A guy who once told me motorcycle helmets are tested to a maximum speed of 13 mph, so how can you expect them to protect you at highway speeds? Is this true?
YES......But, it’s not the whole story. For that I turned to Dave Thom, who worked with the late, great Harry Hurt on the first comprehensive study of motorcycle safety ever conducted in the U.S., Motorcycle Accident Cause Factors and Identification of Countermeasures, often appropriately called the Hurt Report.
Thom’s CV is impressive: motorcycle-accident research assistant and associate (1977-1981); research associate and later the laboratory director of the University of Southern California’s Head Protection Research Laboratory (1981-1998); general and senior program manager of the Head Protection Research Laboratory of Southern California (1998-2003); and currently a senior consultant specializing in protective headgear, safety, and research at Collision and Injury Dynamics, Inc. So, yeah, he knows something about helmets.
I once asked Thom about that 13 mph figure. “It’s an important and often misunderstood point,” he said. It turns out that 13 mph—13.4 mph, if you want to get picky about it––is the terminal velocity of an object dropped from six feet, or about the maximum height of the head of a rider seated on a motorcycle. “If you pick something up and drop it from six feet, it’ll hit the ground going 13.4 mph.”
OK, but what if I’m going 60 mph when I crash?
“The speed on your speedometer is very seldom any indication of how hard you’re going to hit your head,” Thom said. “The only situation where it is an indication is if you hit a vertical object, like a bridge abutment. Then your speedometer speed is very important.” But in most motorcycle accidents, the rider’s head falls more or less straight down and hits the ground at 13.4 mph or less. “We found way back in the Hurt studies that the typical impact on a head at the 90th percentile was less than the DOT impact speed of 13.4 mph.”
In other words, the vertical speed at which your head hits the pavement matters far more than the horizontal speed you’re moving when it happens. If you want a demonstration of this, Thom said, just turn on your TV and watch a motorcycle road race. “If you’ve ever seen a guy fall off at 120, they almost always get up even though their forward speed was huge. They fall off, and they very likely hit their head at least once, but they have that six-foot fall––“ much less in the case of many road racers whose elbows are practically skimming the track when they bail “––which is what we test helmets at.”
No safety device works 100 percent of the time––not helmets, air bags, seat belts, parachutes, or condoms––but using them increases the odds in your favor. If you disagree, fine. It’s that sort of keen analytical thinking that keep Las Vegas casinos open, and EMTs working double shifts on sunny weekends. Just don’t try to convince me or anyone else that head-butting the highway without a helmet is safer than with one.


§ **Task statement**: Show every line from the entries that follow which holds the word "title".

§ **Material to process**:
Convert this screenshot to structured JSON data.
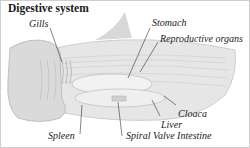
{
  "title": "Digestive system",
  "labels": {
    "gills": "Gills",
    "stomach": "Stomach",
    "reproductive": "Reproductive organs",
    "cloaca": "Cloaca",
    "liver": "Liver",
    "spleen": "Spleen",
    "spiral_valve": "Spiral Valve Intestine"
  },
  "colors": {
    "background": "#ffffff",
    "border": "#cfcfcf",
    "text": "#222222"
  }
}
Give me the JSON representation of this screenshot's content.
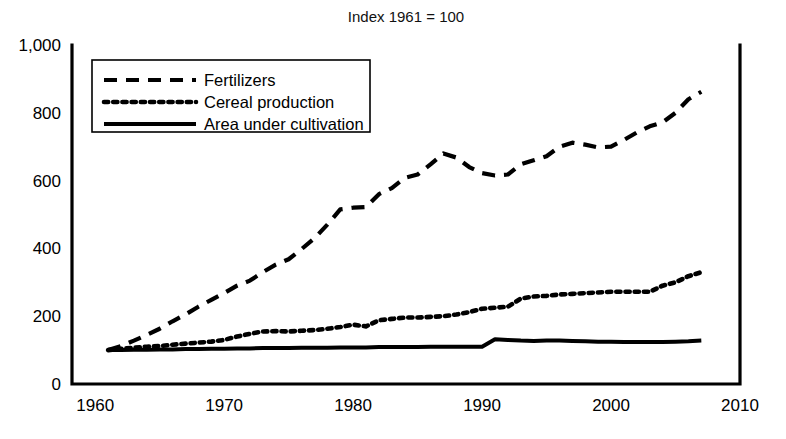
{
  "chart_data": {
    "type": "line",
    "title": "Index  1961 = 100",
    "xlabel": "",
    "ylabel": "",
    "xlim": [
      1958.2,
      2010
    ],
    "ylim": [
      0,
      1000
    ],
    "grid": false,
    "legend_position": "top-left",
    "x_ticks": [
      "1960",
      "1970",
      "1980",
      "1990",
      "2000",
      "2010"
    ],
    "x_tick_values": [
      1960,
      1970,
      1980,
      1990,
      2000,
      2010
    ],
    "y_ticks": [
      "0",
      "200",
      "400",
      "600",
      "800",
      "1,000"
    ],
    "y_tick_values": [
      0,
      200,
      400,
      600,
      800,
      1000
    ],
    "x": [
      1961,
      1962,
      1963,
      1964,
      1965,
      1966,
      1967,
      1968,
      1969,
      1970,
      1971,
      1972,
      1973,
      1974,
      1975,
      1976,
      1977,
      1978,
      1979,
      1980,
      1981,
      1982,
      1983,
      1984,
      1985,
      1986,
      1987,
      1988,
      1989,
      1990,
      1991,
      1992,
      1993,
      1994,
      1995,
      1996,
      1997,
      1998,
      1999,
      2000,
      2001,
      2002,
      2003,
      2004,
      2005,
      2006,
      2007
    ],
    "series": [
      {
        "name": "Fertilizers",
        "style": "dashed",
        "values": [
          100,
          112,
          128,
          145,
          163,
          185,
          205,
          228,
          248,
          268,
          290,
          305,
          330,
          352,
          368,
          398,
          430,
          470,
          515,
          520,
          522,
          560,
          578,
          608,
          618,
          648,
          680,
          668,
          640,
          622,
          615,
          618,
          648,
          660,
          672,
          700,
          712,
          706,
          698,
          700,
          720,
          742,
          760,
          772,
          800,
          840,
          862
        ]
      },
      {
        "name": "Cereal production",
        "style": "dotted",
        "values": [
          100,
          104,
          107,
          110,
          112,
          116,
          119,
          122,
          125,
          130,
          140,
          148,
          155,
          156,
          155,
          157,
          159,
          163,
          168,
          175,
          170,
          188,
          192,
          196,
          196,
          198,
          200,
          205,
          212,
          222,
          225,
          228,
          252,
          258,
          260,
          264,
          266,
          268,
          270,
          272,
          272,
          272,
          272,
          290,
          300,
          318,
          330
        ]
      },
      {
        "name": "Area under cultivation",
        "style": "solid",
        "values": [
          100,
          100,
          101,
          101,
          102,
          102,
          103,
          103,
          104,
          104,
          105,
          105,
          106,
          106,
          106,
          107,
          107,
          107,
          108,
          108,
          108,
          109,
          109,
          109,
          109,
          110,
          110,
          110,
          110,
          110,
          132,
          130,
          128,
          127,
          128,
          128,
          127,
          126,
          125,
          125,
          124,
          124,
          124,
          124,
          125,
          126,
          128
        ]
      }
    ],
    "legend_entries": [
      "Fertilizers",
      "Cereal production",
      "Area under cultivation"
    ]
  },
  "colors": {
    "ink": "#000000",
    "paper": "#ffffff"
  }
}
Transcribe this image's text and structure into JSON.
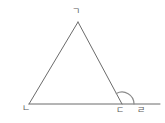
{
  "figure": {
    "background_color": "#ffffff",
    "stroke_color": "#6b6b6b",
    "label_color": "#5a5a5a",
    "stroke_width": 1
  },
  "labels": {
    "apex": "ㄱ",
    "base_left": "ㄴ",
    "base_right": "ㄷ",
    "extension_end": "ㄹ"
  },
  "chart_data": {
    "type": "diagram",
    "points": [
      {
        "name": "ㄱ",
        "x": 78,
        "y": 22,
        "role": "apex"
      },
      {
        "name": "ㄴ",
        "x": 29,
        "y": 104,
        "role": "base-left-vertex"
      },
      {
        "name": "ㄷ",
        "x": 122,
        "y": 104,
        "role": "base-right-vertex"
      },
      {
        "name": "ㄹ",
        "x": 160,
        "y": 104,
        "role": "extension-endpoint"
      }
    ],
    "segments": [
      {
        "from": "ㄴ",
        "to": "ㄱ",
        "kind": "triangle-side"
      },
      {
        "from": "ㄱ",
        "to": "ㄷ",
        "kind": "triangle-side"
      },
      {
        "from": "ㄴ",
        "to": "ㄷ",
        "kind": "triangle-base"
      },
      {
        "from": "ㄷ",
        "to": "ㄹ",
        "kind": "base-extension"
      }
    ],
    "angle_marks": [
      {
        "vertex": "ㄷ",
        "between": [
          "ㄱ",
          "ㄹ"
        ],
        "kind": "exterior-angle-arc",
        "radius": 12
      }
    ]
  }
}
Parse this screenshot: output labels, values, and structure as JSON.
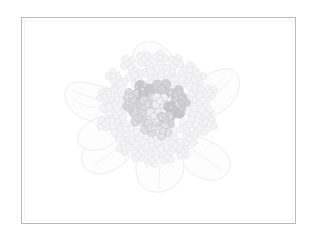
{
  "artwork": {
    "title": "Hydrangea flower head sketch",
    "medium": "pencil line drawing with light gray wash",
    "canvas": {
      "width": 316,
      "height": 241,
      "background_color": "#ffffff"
    },
    "frame": {
      "name": "thin rectangular border",
      "x": 21,
      "y": 17,
      "width": 275,
      "height": 207,
      "stroke_color": "#b9b9bd",
      "stroke_width": 1,
      "fill_color": "#ffffff"
    },
    "subject": {
      "name": "hydrangea-bloom",
      "center_x": 158,
      "center_y": 116,
      "outline_color": "#e2e2e6",
      "pale_floret_color": "#f4f4f6",
      "pale_floret_outline": "#e0e0e4"
    },
    "petals": {
      "name": "outer-petals",
      "count": 6,
      "stroke_color": "#e3e3e7",
      "fill_color": "#fcfcfd",
      "items": [
        {
          "label": "petal-upper-left",
          "angle": -145
        },
        {
          "label": "petal-upper-right",
          "angle": -35
        },
        {
          "label": "petal-right",
          "angle": 20
        },
        {
          "label": "petal-lower-right",
          "angle": 70
        },
        {
          "label": "petal-lower-left",
          "angle": 115
        },
        {
          "label": "petal-left",
          "angle": 170
        }
      ]
    },
    "floret_cluster": {
      "name": "central-floret-cluster",
      "description": "dense mass of four-lobed florets filling the bloom head",
      "pale_count": 46,
      "shaded_count": 14,
      "lobe_count_per_floret": 4
    },
    "shaded_florets": [
      {
        "id": "f01",
        "cx": 143,
        "cy": 92,
        "r": 11.0,
        "tone": "#c9c9cc"
      },
      {
        "id": "f02",
        "cx": 162,
        "cy": 89,
        "r": 10.0,
        "tone": "#d2d2d5"
      },
      {
        "id": "f03",
        "cx": 177,
        "cy": 95,
        "r": 9.0,
        "tone": "#cfcfd2"
      },
      {
        "id": "f04",
        "cx": 133,
        "cy": 106,
        "r": 9.5,
        "tone": "#d6d6d8"
      },
      {
        "id": "f05",
        "cx": 148,
        "cy": 104,
        "r": 9.0,
        "tone": "#dcdcde"
      },
      {
        "id": "f06",
        "cx": 160,
        "cy": 101,
        "r": 8.5,
        "tone": "#f0f0f1"
      },
      {
        "id": "f07",
        "cx": 174,
        "cy": 110,
        "r": 10.5,
        "tone": "#c6c6ca"
      },
      {
        "id": "f08",
        "cx": 139,
        "cy": 118,
        "r": 9.0,
        "tone": "#d9d9db"
      },
      {
        "id": "f09",
        "cx": 154,
        "cy": 116,
        "r": 8.5,
        "tone": "#ededee"
      },
      {
        "id": "f10",
        "cx": 166,
        "cy": 120,
        "r": 9.0,
        "tone": "#d4d4d7"
      },
      {
        "id": "f11",
        "cx": 150,
        "cy": 128,
        "r": 8.5,
        "tone": "#dedee0"
      },
      {
        "id": "f12",
        "cx": 163,
        "cy": 131,
        "r": 8.0,
        "tone": "#e3e3e5"
      },
      {
        "id": "f13",
        "cx": 131,
        "cy": 96,
        "r": 7.5,
        "tone": "#dbdbdd"
      },
      {
        "id": "f14",
        "cx": 182,
        "cy": 103,
        "r": 7.5,
        "tone": "#d0d0d3"
      }
    ],
    "pale_florets": [
      {
        "cx": 120,
        "cy": 84,
        "r": 8.0
      },
      {
        "cx": 135,
        "cy": 75,
        "r": 8.5
      },
      {
        "cx": 151,
        "cy": 71,
        "r": 8.5
      },
      {
        "cx": 167,
        "cy": 73,
        "r": 8.0
      },
      {
        "cx": 182,
        "cy": 79,
        "r": 8.5
      },
      {
        "cx": 195,
        "cy": 88,
        "r": 8.0
      },
      {
        "cx": 203,
        "cy": 100,
        "r": 8.5
      },
      {
        "cx": 206,
        "cy": 114,
        "r": 8.0
      },
      {
        "cx": 200,
        "cy": 128,
        "r": 8.5
      },
      {
        "cx": 190,
        "cy": 139,
        "r": 8.0
      },
      {
        "cx": 176,
        "cy": 146,
        "r": 8.5
      },
      {
        "cx": 161,
        "cy": 149,
        "r": 8.0
      },
      {
        "cx": 146,
        "cy": 147,
        "r": 8.5
      },
      {
        "cx": 132,
        "cy": 141,
        "r": 8.0
      },
      {
        "cx": 120,
        "cy": 133,
        "r": 8.5
      },
      {
        "cx": 112,
        "cy": 121,
        "r": 8.0
      },
      {
        "cx": 109,
        "cy": 107,
        "r": 8.5
      },
      {
        "cx": 112,
        "cy": 94,
        "r": 8.0
      },
      {
        "cx": 128,
        "cy": 63,
        "r": 7.5
      },
      {
        "cx": 144,
        "cy": 59,
        "r": 7.5
      },
      {
        "cx": 160,
        "cy": 58,
        "r": 7.5
      },
      {
        "cx": 176,
        "cy": 62,
        "r": 7.5
      },
      {
        "cx": 190,
        "cy": 70,
        "r": 7.5
      },
      {
        "cx": 126,
        "cy": 129,
        "r": 7.5
      },
      {
        "cx": 141,
        "cy": 134,
        "r": 7.5
      },
      {
        "cx": 156,
        "cy": 138,
        "r": 7.5
      },
      {
        "cx": 171,
        "cy": 134,
        "r": 7.5
      },
      {
        "cx": 185,
        "cy": 127,
        "r": 7.5
      },
      {
        "cx": 193,
        "cy": 114,
        "r": 7.5
      },
      {
        "cx": 120,
        "cy": 113,
        "r": 7.5
      },
      {
        "cx": 122,
        "cy": 100,
        "r": 7.0
      },
      {
        "cx": 190,
        "cy": 99,
        "r": 7.0
      },
      {
        "cx": 155,
        "cy": 83,
        "r": 7.0
      },
      {
        "cx": 172,
        "cy": 84,
        "r": 7.0
      },
      {
        "cx": 139,
        "cy": 84,
        "r": 7.0
      },
      {
        "cx": 113,
        "cy": 76,
        "r": 7.0
      },
      {
        "cx": 199,
        "cy": 78,
        "r": 7.0
      },
      {
        "cx": 104,
        "cy": 96,
        "r": 7.0
      },
      {
        "cx": 210,
        "cy": 92,
        "r": 7.0
      },
      {
        "cx": 104,
        "cy": 124,
        "r": 7.0
      },
      {
        "cx": 210,
        "cy": 124,
        "r": 7.0
      },
      {
        "cx": 138,
        "cy": 155,
        "r": 7.0
      },
      {
        "cx": 167,
        "cy": 157,
        "r": 7.0
      },
      {
        "cx": 152,
        "cy": 160,
        "r": 7.0
      },
      {
        "cx": 183,
        "cy": 152,
        "r": 7.0
      },
      {
        "cx": 124,
        "cy": 148,
        "r": 7.0
      }
    ]
  }
}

§ **Solution for this exercise**:
  "title": "Digestive system",
    "title": "Index  1961 = 100",
    "title": "Hydrangea flower head sketch",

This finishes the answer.